For the past two weeks I’ve been in Scotland with my mother and daughter, a three-generation journey to reconnect with our roots and each other. Instead of a chronological travelogue I’d like to offer up snippits, collections of photos and stories that begin to fill out the incredibly rich narrative of our trip. In two weeks we saw so much, spent every waking and sleeping moment together, and got to really know Scotland from the soles of our feet to our noses.
First, a few pictures from a hill on the Isle of Skye, near Dunvegan. We were heading to the castle at Dunvegan but passed an old church and decided to stop. This is what travel should be–the unplanned diversions that trump the destinations. From there we spotted a standing stone rising up like a finger from the brow of a grassy hill. CH could not be stopped–even as my mom and I poked around the church ruins, CH was charging up the hill like a Marine. She came back breathless with tales of caterpillars, waving grass, and the big stone. I had to go explore with her.
The standing stone was put there a bit more recently than you’d think: 2000 AD. Just fifteen years ago the inhabitants of Skye raised it using ancient methods (and a bit of concrete around the base) to commemorate…I can’t remember now. From the top of the hill, a stout wind flapping our clothes, we understood why they picked the spot.
So often on this trip we came upon scenes too good for a coffee table book–mists shredding above craggy peaks, sheep polka-dotting jade-green fields, and miles of delicate purple heather standing up to unstoppable wind. Maybe because my ancestors hail from Scotland but I feel a rising in my chest when I see this picture, my daughter coming to love and connect with a place I’ve visited twice before and keep going back because it’s one of the places in the world I feel most grounded, most peaceful.
The places we visited and liked the most were apologetically wild: Harris, Lewis, the Cairngorms. In the coming weeks I’ll show a few of my favorite images that give little justice to the wonderful countryside of Scotland, but really you ought to go there yourself. In seven hours from the East Coast you can be stepping off a plane in Edinburgh, feeling the cool damp air on your face that has blown itself clean coming across the Atlantic. You might feel, as CH did in the picture above, compelled to stand and stare, losing yourself in a magical place.
You leave me speechless! I felt exactly the same! What a wonderful connection with family and ancestors. You said it best.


The problem:
Each line in the entries below that holds the string "Exports" must be copied.

──────── Dataset content

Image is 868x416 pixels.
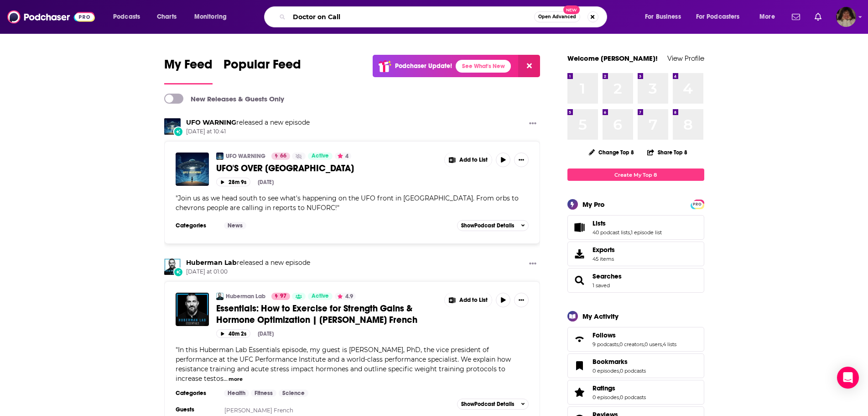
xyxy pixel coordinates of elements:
[593,219,662,228] a: Lists
[229,375,243,383] button: more
[593,357,646,366] a: Bookmarks
[593,283,610,288] a: 1 saved
[593,357,628,366] span: Bookmarks
[663,341,676,348] a: 4 lists
[176,152,209,186] a: UFO'S OVER CHILE
[620,341,644,348] a: 0 creators
[271,293,290,300] a: 97
[258,179,274,185] div: [DATE]
[164,57,213,78] span: My Feed
[224,57,301,84] a: Popular Feed
[258,331,274,338] div: [DATE]
[514,293,529,307] button: Show More Button
[568,54,658,62] a: Welcome [PERSON_NAME]!
[308,152,332,160] a: Active
[176,222,216,230] h3: Categories
[456,60,511,73] a: See What's New
[568,380,705,405] span: Ratings
[174,268,183,277] div: New Episode
[690,9,754,25] button: open menu
[837,7,857,27] img: User Profile
[644,341,645,348] span: ,
[176,406,216,413] h3: Guests
[692,201,703,208] span: PRO
[568,168,705,181] a: Create My Top 8
[164,94,284,104] a: New Releases & Guests Only
[568,327,705,352] span: Follows
[568,354,705,378] span: Bookmarks
[186,128,310,135] span: [DATE] at 10:41
[271,152,290,160] a: 66
[224,374,228,383] span: ...
[188,9,239,25] button: open menu
[335,293,356,300] button: 4.9
[224,390,249,397] a: Health
[395,62,452,70] p: Podchaser Update!
[107,9,152,25] button: open menu
[216,293,224,300] img: Huberman Lab
[281,151,286,161] span: 66
[176,293,209,326] img: Essentials: How to Exercise for Strength Gains & Hormone Optimization | Dr. Duncan French
[593,219,606,228] span: Lists
[570,221,589,234] a: Lists
[620,394,621,401] span: ,
[583,200,605,209] div: My Pro
[289,9,535,25] input: Search podcasts, credits, & more...
[630,230,631,235] span: ,
[696,10,740,24] span: For Podcasters
[647,144,689,162] button: Share Top 8
[593,230,630,235] a: 40 podcast lists
[570,386,589,399] a: Ratings
[335,152,351,160] button: 4
[216,303,438,325] a: Essentials: How to Exercise for Strength Gains & Hormone Optimization | [PERSON_NAME] French
[837,367,859,389] div: Open Intercom Messenger
[176,346,511,383] span: In this Huberman Lab Essentials episode, my guest is [PERSON_NAME], PhD, the vice president of pe...
[186,269,311,276] span: [DATE] at 01:00
[164,118,180,135] img: UFO WARNING
[570,359,589,373] a: Bookmarks
[837,7,857,27] button: Show profile menu
[638,9,692,25] button: open menu
[186,258,311,268] h3: released a new episode
[593,246,615,254] span: Exports
[174,127,183,136] div: New Episode
[621,368,646,374] a: 0 podcasts
[308,293,332,300] a: Active
[312,151,329,161] span: Active
[281,292,286,301] span: 97
[186,258,237,267] a: Huberman Lab
[593,272,621,281] a: Searches
[164,258,180,275] a: Huberman Lab
[151,9,182,25] a: Charts
[176,194,519,212] span: Join us as we head south to see what's happening on the UFO front in [GEOGRAPHIC_DATA]. From orbs...
[568,242,705,267] a: Exports
[461,222,514,229] span: Show Podcast Details
[113,10,140,24] span: Podcasts
[570,274,589,286] a: Searches
[226,152,265,160] a: UFO WARNING
[279,390,309,397] a: Science
[8,9,94,26] img: Podchaser - Follow, Share and Rate Podcasts
[570,248,589,260] span: Exports
[593,394,620,401] a: 0 episodes
[593,368,620,374] a: 0 episodes
[535,11,581,23] button: Open AdvancedNew
[568,216,705,240] span: Lists
[619,341,620,348] span: ,
[583,312,619,321] div: My Activity
[457,220,529,231] button: ShowPodcast Details
[445,152,492,167] button: Show More Button
[164,57,213,84] a: My Feed
[621,394,646,401] a: 0 podcasts
[564,6,580,14] span: New
[216,163,354,174] span: UFO'S OVER [GEOGRAPHIC_DATA]
[526,118,540,130] button: Show More Button
[692,200,703,207] a: PRO
[526,258,540,270] button: Show More Button
[457,399,529,409] button: ShowPodcast Details
[811,9,825,25] a: Show notifications dropdown
[226,293,265,300] a: Huberman Lab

────────────────

Answer:
[593,246,615,254] span: Exports
[568,242,705,267] a: Exports
[570,248,589,260] span: Exports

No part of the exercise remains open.